THE LAST DAYS OF ELLIS ISLAND
Gaëlle Josse
(World Editions, £11.99)
It’s 1954, and Ellis Island, through which countless immigrants have passed on their way into the USA, is being closed down, with John Mitchell, its Commissioner, being the last to leave. In the 45 years he’s worked in that grey facility, Mitchell has seen hope, anticipation and fear in the faces of generations of immigrants, but retirement in his parents’ old apartment in NYC offers the prospect of nothing but emptiness. Making the most of his last days on the island Mitchell reflects on the decades he’s spent walking a tightrope between duty and compassion, and the times he’s swayed too far to one side or the other. Dominated by Mitchell’s betrayal of his late wife, Josse’s portrait of a conflicted man weighing up his life’s joys and regrets is poignant and affecting, and a stark beauty shines out from its melancholy, sombre prose.
THE WINDRUSH BETRAYAL
Amelia Gentleman
(Guardian Faber, £10.99)
It was a scandal that humiliated Theresa May’s government and cost Amber Rudd her job. People of the “Windrush generation” who had come to Britain as children, knew no other home and believed themselves to be British citizens, found they had been reclassified as illegal immigrants, losing jobs and homes, being denied NHS treatment and in 83 cases being deported. Amelia Gentleman was alerted to the situation by the threatened deportation of 61-year-old Paulette Wilson. Writing in the Guardian, she refused to let the Government bury the scandal, and details her investigation here, revealing a Home Office increasingly overworked, underfunded and disconnected from the people affected by its policies, while operating in a climate “infected” by anti-immigrant rhetoric. Her findings show just how far standards dropped in the wake of New Labour’s immigration policies and the Tories’ notorious “hostile environment” in a shocking exposé that underlines the necessity of a free press.
THE VOW
Debbie Howells
(Avon, £7.99)
With a fortnight to go before her wedding, Brighton-based herbalist Amy Reid is warned by an old woman that her fiancé Matt isn’t the person she thinks he is. So it would seem, for that very night Matt goes missing and Amy’s life begins to unravel before her eyes. Amy’s daughter, Jess, has never trusted Matt, having seen him dominate and gaslight her, but his disappearance brings to light evidence that he was leading a double life. Tantalisingly, Howells drops hints that there’s a lot more going on under the surface: not just that Matt is part of a larger scheme but that Amy herself may not be the innocent victim she appears. Initially promising little more than a functional domestic thriller, The Vow quickly blooms into a solid page-turner with unexpectedly dark undertones, though a healthy ability to suspend disbelief will be needed to make it to the end.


Your task: Transcribe the data exactly. Pictures stay out.

#### Records for this exercise ####

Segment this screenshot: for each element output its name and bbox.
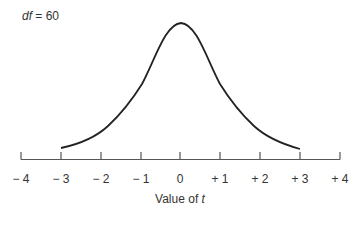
x-axis-label: Value of t — [155, 192, 205, 206]
x-tick-label: + 4 — [331, 172, 348, 186]
x-tick-label: 0 — [177, 172, 184, 186]
x-tick-label: + 1 — [211, 172, 228, 186]
x-axis-label-variable: t — [202, 192, 205, 206]
x-tick-label: + 3 — [291, 172, 308, 186]
x-tick-label: − 3 — [52, 172, 69, 186]
x-tick-label: − 1 — [132, 172, 149, 186]
x-tick-label: − 2 — [92, 172, 109, 186]
x-axis — [21, 152, 340, 160]
x-tick-label: + 2 — [251, 172, 268, 186]
x-tick-label: − 4 — [12, 172, 29, 186]
x-axis-label-text: Value of — [155, 192, 201, 206]
t-distribution-curve — [61, 23, 300, 149]
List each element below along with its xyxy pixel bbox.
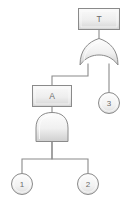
top-event-label: T <box>96 14 101 24</box>
and-gate-shape[interactable] <box>36 113 68 142</box>
fault-tree-diagram: T A 3 1 <box>0 0 133 202</box>
edge-or-gate-to-event-a <box>52 64 88 85</box>
basic-event-3-node[interactable]: 3 <box>99 93 120 114</box>
top-event-node[interactable]: T <box>79 9 120 30</box>
basic-event-1-node[interactable]: 1 <box>12 174 33 195</box>
edge-and-gate-to-basic-2 <box>52 142 88 173</box>
edge-and-gate-to-basic-1 <box>22 142 52 173</box>
basic-event-1-label: 1 <box>20 180 25 189</box>
or-gate-node[interactable] <box>80 39 118 66</box>
intermediate-event-a-node[interactable]: A <box>33 86 72 107</box>
intermediate-event-a-label: A <box>49 91 55 101</box>
basic-event-2-label: 2 <box>86 180 91 189</box>
fault-tree-canvas: T A 3 1 <box>0 0 133 202</box>
and-gate-node[interactable] <box>36 113 68 142</box>
basic-event-2-node[interactable]: 2 <box>78 174 99 195</box>
basic-event-3-label: 3 <box>107 99 112 108</box>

####

Result below:
Segment this screenshot: for each element output its name and bbox.
x-axis-label: Value of t — [155, 192, 205, 206]
x-tick-label: + 4 — [331, 172, 348, 186]
x-tick-label: 0 — [177, 172, 184, 186]
x-tick-label: + 1 — [211, 172, 228, 186]
x-axis-label-variable: t — [202, 192, 205, 206]
x-tick-label: + 3 — [291, 172, 308, 186]
x-tick-label: − 3 — [52, 172, 69, 186]
x-tick-label: − 1 — [132, 172, 149, 186]
x-tick-label: − 2 — [92, 172, 109, 186]
x-axis — [21, 152, 340, 160]
x-tick-label: + 2 — [251, 172, 268, 186]
x-tick-label: − 4 — [12, 172, 29, 186]
x-axis-label-text: Value of — [155, 192, 201, 206]
t-distribution-curve — [61, 23, 300, 149]
List each element below along with its xyxy pixel bbox.
top-event-label: T <box>96 14 101 24</box>
and-gate-shape[interactable] <box>36 113 68 142</box>
fault-tree-diagram: T A 3 1 <box>0 0 133 202</box>
edge-or-gate-to-event-a <box>52 64 88 85</box>
basic-event-3-node[interactable]: 3 <box>99 93 120 114</box>
top-event-node[interactable]: T <box>79 9 120 30</box>
basic-event-1-node[interactable]: 1 <box>12 174 33 195</box>
edge-and-gate-to-basic-2 <box>52 142 88 173</box>
edge-and-gate-to-basic-1 <box>22 142 52 173</box>
basic-event-1-label: 1 <box>20 180 25 189</box>
or-gate-node[interactable] <box>80 39 118 66</box>
intermediate-event-a-node[interactable]: A <box>33 86 72 107</box>
intermediate-event-a-label: A <box>49 91 55 101</box>
basic-event-2-label: 2 <box>86 180 91 189</box>
fault-tree-canvas: T A 3 1 <box>0 0 133 202</box>
and-gate-node[interactable] <box>36 113 68 142</box>
basic-event-2-node[interactable]: 2 <box>78 174 99 195</box>
basic-event-3-label: 3 <box>107 99 112 108</box>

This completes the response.